Photograph courtesy of Bruce Norelius Studio.

Bruce Norelius

HOUSE ON PUNKINVILLE ROAD
It is not possible to conscientiously practice architecture in Maine without questioning, time and again, the relationship of one’s work to the rich historical built context found here. How do we pay respect to centuries of architectural precedents inhabiting every nook of the state when we build today? Amidst an astonishingly beautiful natural context, 300 years of buildings stand as architectural totems: When read carefully and thoroughly, they tell the story of human habitation and its connection with climate, land, politics, hope, emotion.

Edward Larrabee Barnes’s Haystack Mountain School of Crafts has taught me several lessons about designing here. The most fundamental: the importance of first understanding, then expressing architecturally, a clear attitude about the work’s relationship to what has gone before.

Clearly, Haystack evokes the spirit of local (and quickly vanishing) fishing and pier structures, but by no means copies them. Barnes finds the most essential elements to push his metaphor, and he understands them in great depth. He does much more than simply use shingles and pitched roofs; the success comes from other elements, too: The “object” quality of the buildings, the proportion of big and small openings, the spirit of reduction, the aesthetic honesty arising from the construction method. And, most importantly, scale.

If I take one single lesson from Haystack, it is the importance of understanding scale when working to integrate with the historical fabric of Maine. Barnes broke down a program requiring several thousand square feet into multiple components that feel right for wood construction, feel right on a challenging, sloping site, and feel right amidst the simple, beautiful architectural heritage of Deer Isle. It’s a tool I often use, and Haystack is the precedent from which I draw.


WHAT TO WORK ON:
Take the lines from the one with "For every button, label, input, icon, or" to the end of the listing, both ends included, and quote them exactly, leaving pictures out.

SUPPLIED RECORDS:
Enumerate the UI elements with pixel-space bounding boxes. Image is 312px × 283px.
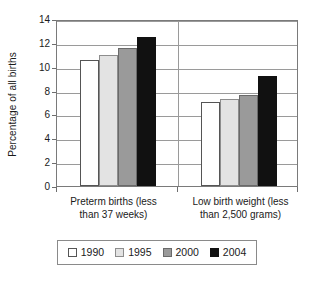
category-label-line: Low birth weight (less: [179, 195, 302, 208]
y-axis-title-text: Percentage of all births: [7, 52, 18, 157]
bar-2000-group-1: [118, 48, 137, 186]
bar-2000-group-2: [239, 95, 258, 186]
y-axis-tick-label: 6: [22, 110, 50, 120]
light-gray-square-icon: [115, 248, 124, 257]
gridline: [57, 21, 297, 22]
category-label-line: Preterm births (less: [52, 195, 175, 208]
x-axis-tick-mark: [177, 187, 178, 192]
y-axis-tick-label: 10: [22, 63, 50, 73]
bar-2004-group-2: [258, 76, 277, 186]
x-axis-tick-mark: [297, 187, 298, 192]
y-axis-tick-label: 2: [22, 158, 50, 168]
legend-item-label: 2000: [176, 247, 199, 258]
black-square-icon: [210, 248, 219, 257]
white-square-icon: [68, 248, 77, 257]
legend: 1990199520002004: [57, 240, 257, 265]
category-label-line: than 2,500 grams): [179, 208, 302, 221]
x-axis-ticks: [56, 187, 298, 192]
medium-gray-square-icon: [163, 248, 172, 257]
x-axis-category-labels: Preterm births (lessthan 37 weeks)Low bi…: [50, 195, 304, 235]
category-label-line: than 37 weeks): [52, 208, 175, 221]
group-separator: [178, 21, 179, 186]
y-axis-tick-label: 0: [22, 182, 50, 192]
y-axis-tick-label: 12: [22, 39, 50, 49]
y-axis-title: Percentage of all births: [4, 18, 20, 190]
y-axis-tick-label: 14: [22, 15, 50, 25]
bar-1995-group-2: [220, 99, 239, 186]
gridline: [57, 45, 297, 46]
bar-2004-group-1: [137, 37, 156, 186]
legend-item-1990[interactable]: 1990: [68, 247, 104, 258]
y-axis-tick-label: 8: [22, 87, 50, 97]
category-label-2: Low birth weight (lessthan 2,500 grams): [177, 195, 304, 235]
legend-item-2000[interactable]: 2000: [163, 247, 199, 258]
legend-item-label: 2004: [223, 247, 246, 258]
bar-1990-group-1: [80, 60, 99, 186]
bar-1995-group-1: [99, 55, 118, 186]
plot-area: [56, 20, 298, 187]
x-axis-tick-mark: [56, 187, 57, 192]
y-axis-ticks: 02468101214: [22, 14, 50, 192]
bar-1990-group-2: [201, 102, 220, 186]
category-label-1: Preterm births (lessthan 37 weeks): [50, 195, 177, 235]
legend-item-1995[interactable]: 1995: [115, 247, 151, 258]
y-axis-tick-label: 4: [22, 134, 50, 144]
legend-item-2004[interactable]: 2004: [210, 247, 246, 258]
legend-item-label: 1990: [81, 247, 104, 258]
bar-chart: Percentage of all births 02468101214 Pre…: [0, 0, 312, 283]
legend-item-label: 1995: [128, 247, 151, 258]
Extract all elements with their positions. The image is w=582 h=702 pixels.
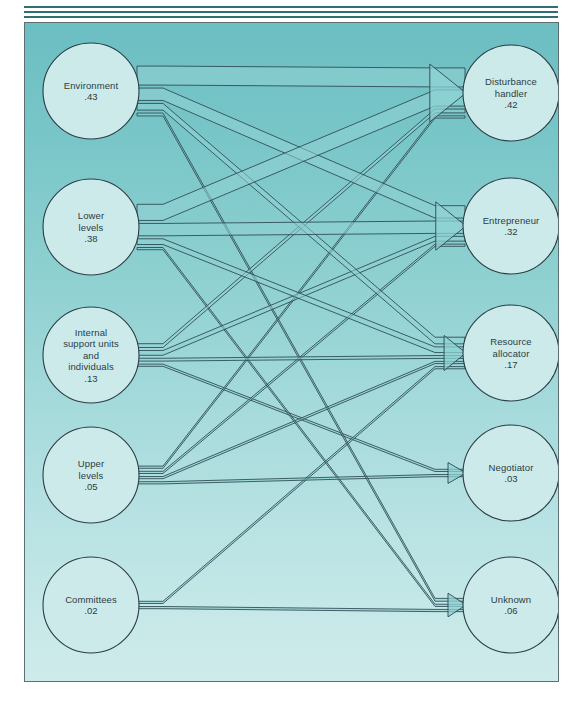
- top-rule-3: [24, 16, 558, 18]
- flow-links-layer: [137, 64, 466, 617]
- node-label-line: Unknown: [491, 594, 531, 605]
- node-label-line: .02: [84, 605, 98, 616]
- node-label-line: Lower: [78, 210, 104, 221]
- top-rule-1: [24, 6, 558, 8]
- node-label-line: .38: [84, 233, 98, 244]
- flow-diagram-svg: Environment.43Lowerlevels.38Internalsupp…: [25, 23, 558, 681]
- flow-link: [137, 66, 465, 87]
- node-label-line: levels: [79, 222, 104, 233]
- flow-link: [137, 248, 465, 607]
- source-node-internal[interactable]: Internalsupport unitsandindividuals.13: [43, 307, 139, 403]
- node-label-line: .13: [84, 373, 98, 384]
- flow-link: [137, 361, 465, 478]
- flow-link: [137, 607, 465, 612]
- node-label-line: and: [83, 350, 99, 361]
- target-node-unknown[interactable]: Unknown.06: [463, 557, 558, 653]
- flow-link: [137, 116, 465, 468]
- target-node-resource[interactable]: Resourceallocator.17: [463, 305, 558, 401]
- node-label-line: .05: [84, 481, 98, 492]
- node-label-line: support units: [63, 338, 119, 349]
- node-label-line: .32: [504, 226, 518, 237]
- node-label-line: Environment: [64, 80, 119, 91]
- node-label-line: .17: [504, 359, 518, 370]
- target-node-entrepreneur[interactable]: Entrepreneur.32: [463, 178, 558, 274]
- node-label-line: .03: [504, 473, 518, 484]
- flow-link: [137, 221, 465, 236]
- source-node-lower[interactable]: Lowerlevels.38: [43, 179, 139, 275]
- nodes-layer: Environment.43Lowerlevels.38Internalsupp…: [43, 43, 558, 653]
- flow-link: [137, 367, 465, 604]
- target-node-disturbance[interactable]: Disturbancehandler.42: [463, 45, 558, 141]
- source-node-environment[interactable]: Environment.43: [43, 43, 139, 139]
- flow-link: [137, 239, 465, 353]
- node-label-line: Entrepreneur: [483, 215, 540, 226]
- diagram-panel: Environment.43Lowerlevels.38Internalsupp…: [24, 22, 559, 682]
- node-label-line: allocator: [493, 348, 530, 359]
- node-label-line: Committees: [65, 594, 117, 605]
- diagram-canvas: Environment.43Lowerlevels.38Internalsupp…: [25, 23, 558, 681]
- source-node-committees[interactable]: Committees.02: [43, 557, 139, 653]
- diagram-page: Environment.43Lowerlevels.38Internalsupp…: [0, 0, 582, 702]
- node-label-line: .43: [84, 91, 98, 102]
- node-label-line: .42: [504, 99, 518, 110]
- node-label-line: Resource: [490, 336, 531, 347]
- node-label-line: levels: [79, 470, 104, 481]
- node-label-line: Disturbance: [485, 76, 537, 87]
- target-node-negotiator[interactable]: Negotiator.03: [463, 425, 558, 521]
- node-label-line: individuals: [68, 361, 114, 372]
- node-label-line: Negotiator: [489, 462, 534, 473]
- node-label-line: .06: [504, 605, 518, 616]
- node-label-line: Upper: [78, 458, 104, 469]
- node-label-line: handler: [495, 88, 527, 99]
- node-label-line: Internal: [75, 327, 108, 338]
- top-rule-2: [24, 11, 558, 13]
- source-node-upper[interactable]: Upperlevels.05: [43, 427, 139, 523]
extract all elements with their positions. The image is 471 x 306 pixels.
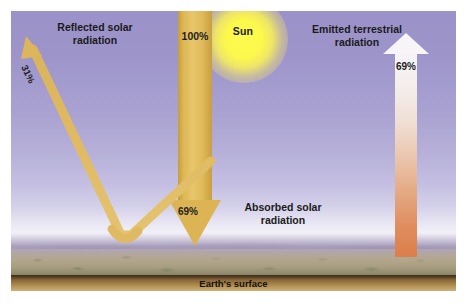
reflected-beam-path	[33, 49, 211, 235]
emitted-terrestrial-shaft	[395, 53, 417, 257]
reflected-solar-label: Reflected solar radiation	[25, 21, 165, 47]
emitted-terrestrial-label-line1: Emitted terrestrial	[312, 23, 402, 35]
earth-surface-label: Earth's surface	[11, 278, 456, 289]
energy-balance-figure: Sun 100% 69% Absorbed solar radiation	[0, 0, 471, 306]
emitted-terrestrial-label: Emitted terrestrial radiation	[287, 23, 427, 49]
emitted-terrestrial-label-line2: radiation	[335, 36, 379, 48]
illustration-plate: Sun 100% 69% Absorbed solar radiation	[11, 11, 456, 291]
reflected-solar-label-line2: radiation	[73, 34, 117, 46]
emitted-terrestrial-value: 69%	[387, 61, 425, 72]
reflected-solar-label-line1: Reflected solar	[57, 21, 132, 33]
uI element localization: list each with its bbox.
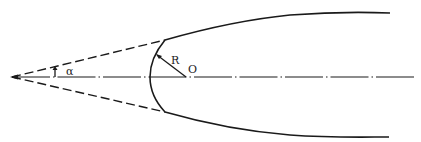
angle-label: α bbox=[66, 65, 74, 78]
upper-cone-generator bbox=[12, 40, 165, 77]
blunted-cone-diagram: α R O bbox=[0, 0, 421, 142]
radius-label: R bbox=[171, 54, 180, 67]
upper-body-contour bbox=[165, 12, 390, 40]
center-label: O bbox=[188, 63, 197, 76]
lower-body-contour bbox=[165, 112, 389, 137]
nose-arc bbox=[150, 40, 165, 112]
lower-cone-generator bbox=[12, 77, 165, 112]
apex-mark bbox=[10, 75, 18, 80]
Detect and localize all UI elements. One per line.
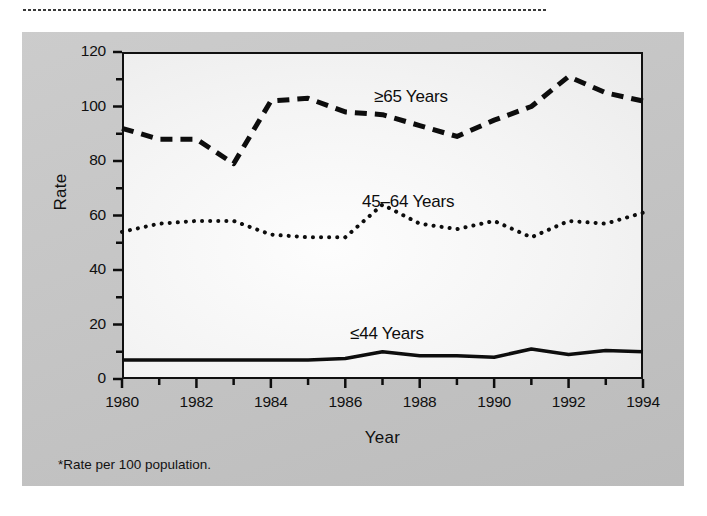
series-label-45-64: 45–64 Years: [362, 192, 454, 212]
y-tick-label: 40: [26, 260, 106, 278]
y-axis-title: Rate: [51, 147, 71, 237]
x-axis-title: Year: [122, 428, 643, 448]
x-tick-label: 1992: [539, 393, 599, 411]
x-tick-label: 1994: [613, 393, 673, 411]
series-label-44-under: ≤44 Years: [350, 324, 424, 344]
x-tick-label: 1988: [390, 393, 450, 411]
y-tick-label: 120: [26, 42, 106, 60]
series-label-65-plus: ≥65 Years: [374, 87, 448, 107]
x-tick-label: 1986: [315, 393, 375, 411]
figure-container: 020406080100120 198019821984198619881990…: [0, 0, 707, 516]
chart-svg: [22, 32, 684, 486]
chart-footnote: *Rate per 100 population.: [58, 457, 211, 472]
chart-panel: 020406080100120 198019821984198619881990…: [22, 32, 684, 486]
y-tick-label: 100: [26, 97, 106, 115]
dotted-rule-divider: [22, 8, 546, 12]
y-tick-label: 0: [26, 369, 106, 387]
x-tick-label: 1984: [241, 393, 301, 411]
x-tick-label: 1982: [166, 393, 226, 411]
y-tick-label: 20: [26, 315, 106, 333]
x-tick-label: 1990: [464, 393, 524, 411]
x-tick-label: 1980: [92, 393, 152, 411]
series-line-2: [122, 349, 643, 360]
series-lines: [122, 77, 643, 360]
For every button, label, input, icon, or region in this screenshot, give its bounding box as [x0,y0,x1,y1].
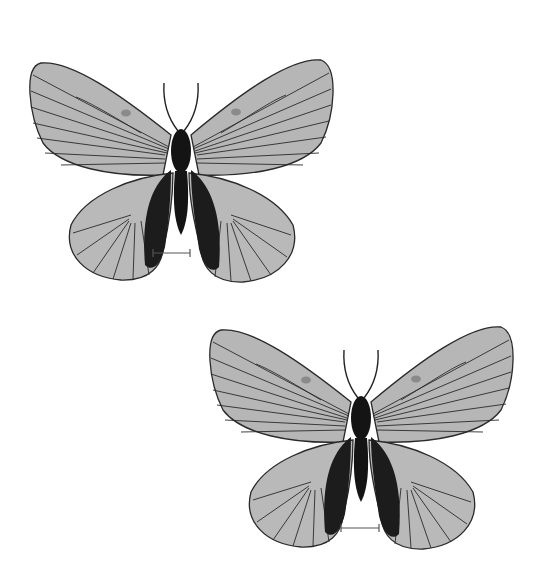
butterfly-specimen-1 [30,60,333,282]
butterfly-specimen-2 [210,327,513,549]
scale-bar-2 [341,524,379,532]
specimen-plate: Two butterfly specimens (dorsal view), g… [0,0,548,577]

COMPLETED TASK:
For every button, label, input, icon, or region in this screenshot, give its bounding box as [x0,y0,x1,y1].
butterfly-specimen-1 [30,60,333,282]
butterfly-specimen-2 [210,327,513,549]
scale-bar-2 [341,524,379,532]
specimen-plate: Two butterfly specimens (dorsal view), g… [0,0,548,577]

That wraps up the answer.